Re: Is losing the human race possible?
Sam, on host 24.62.250.124
Friday, February 28, 2003, at 16:49:05
Re: Is losing the human race possible? posted by Mensekemeser on Thursday, February 27, 2003, at 15:46:25:
> I agree that art should convey something, but it should not matter whether it conveys to an audience or only to the creator.
I submit that ANYTHING someone does, creates, produces, or brings about has meaning to its creator. It's not *possible* for someone to create something that doesn't have meaning to the creator. Even if all I did was accidentally brush the tip of a pencil on the wall as I walked by, that dumb little pencil mark means something to me (though probably nothing significant). It is, upon the moment of creation, representative of what I was thinking at the time, where I was, how I felt about making the mark on the wall by accident, etc. If we restrict ourselves to things that one creates on *purpose* -- and I *hope* we can at least agree that art must be created on purpose -- then it's even less debatable that something can be created without meaning to its creator.
So you are stuck, now, with saying that "all things that people create are art" (or at least "all things that people create on purpose are art"). That means that our posts to this thread are art, your signature is art, that peanut butter and jelly sandwich you made last week is art. Well, some people *do* believe this.
So maybe you believe that art is art when what it means to its creator is "significant enough." But that breaks down with me for the simple reason that, lacking a third party (even just a theoretical one), you can't separate what meaning is actually infused in the creation and what meaning remains solely in the perceptions of the creator. As an extreme example, let's say that when I was three years old, there was a wedge-shaped mark on the ceiling above my bed. And because I slept in that bed every night for several years, the shape of that mark was seared into my mind. Decades later, I've moved out, haven't seen the mark for a long time, and, for whatever reason, I recall it to mind. I pull out a pencil and doodle the mark in a notebook. Two swishes of a pencil, and I create something that is utterly meaningless to anybody but me, and for me, boy does it have meaning. It brings back all kinds of memories and emotions and states of mind of a time long gone.

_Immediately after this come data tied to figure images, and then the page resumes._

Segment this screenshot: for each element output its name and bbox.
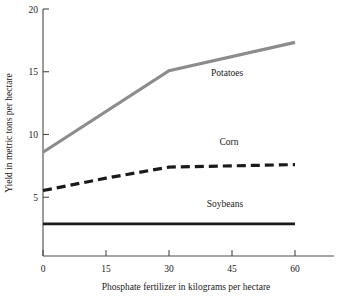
chart-canvas: 20 15 10 5 0 15 30 45 60 Phosphate ferti… <box>0 0 346 297</box>
y-tick-label-15: 15 <box>29 67 39 77</box>
y-tick-label-20: 20 <box>29 5 39 15</box>
y-tick-label-5: 5 <box>33 193 38 203</box>
x-tick-marks <box>43 250 295 256</box>
series-label-soybeans: Soybeans <box>207 199 244 209</box>
y-tick-label-10: 10 <box>29 130 39 140</box>
y-axis-title: Yield in metric tons per hectare <box>4 73 14 193</box>
series-line-potatoes <box>43 42 295 152</box>
x-tick-label-15: 15 <box>101 264 111 274</box>
x-tick-label-60: 60 <box>290 264 300 274</box>
axis-group <box>43 9 334 256</box>
x-tick-label-45: 45 <box>227 264 237 274</box>
y-tick-marks <box>43 9 49 197</box>
x-tick-label-30: 30 <box>164 264 174 274</box>
series-group <box>43 42 295 224</box>
series-label-potatoes: Potatoes <box>211 68 243 78</box>
x-tick-label-0: 0 <box>41 264 46 274</box>
series-line-corn <box>43 165 295 191</box>
x-axis-title: Phosphate fertilizer in kilograms per he… <box>102 282 271 292</box>
series-label-corn: Corn <box>219 137 238 147</box>
series-labels-group: Potatoes Corn Soybeans <box>207 68 244 209</box>
line-chart: 20 15 10 5 0 15 30 45 60 Phosphate ferti… <box>0 0 346 297</box>
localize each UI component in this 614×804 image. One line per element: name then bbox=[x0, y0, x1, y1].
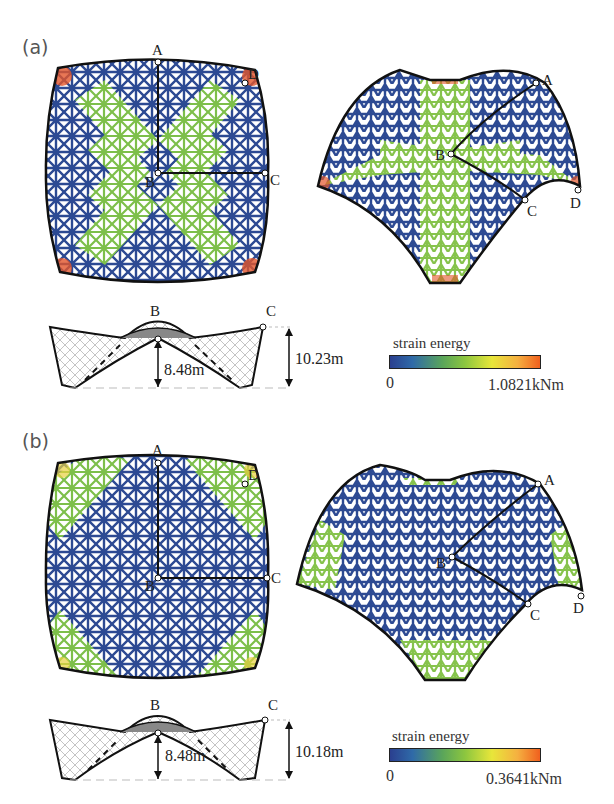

Is my two swishes of a pencil art? Bah. The two swishes DON'T HAVE MEANING. The meaning is still *in my head*, not in the creation.
On the other hand, if I painted something, or filmed something, or wrote something, or sculpted something that *conveys* those memories, or emotions, or states of mind, or even just a fractional part of them, *that* is art.
To wrap this back up to the beginning, no, I don't believe that someone else has to find meaning in a creation for it to be art, but I *do* believe that the art has to be *capable* of conveying meaning.
Music played stupidly slowly is art in the same sense that a Van Gogh through a cross-cut paper shredder is art. But the *act* of slowing it down beyond human perception (or shredding it) can't possibly be art. If it raises questions, maybe it's a philosophical exercise, but the act of slowing music down or shredding a painting -- outside of any context, anyway -- cannot convey anything.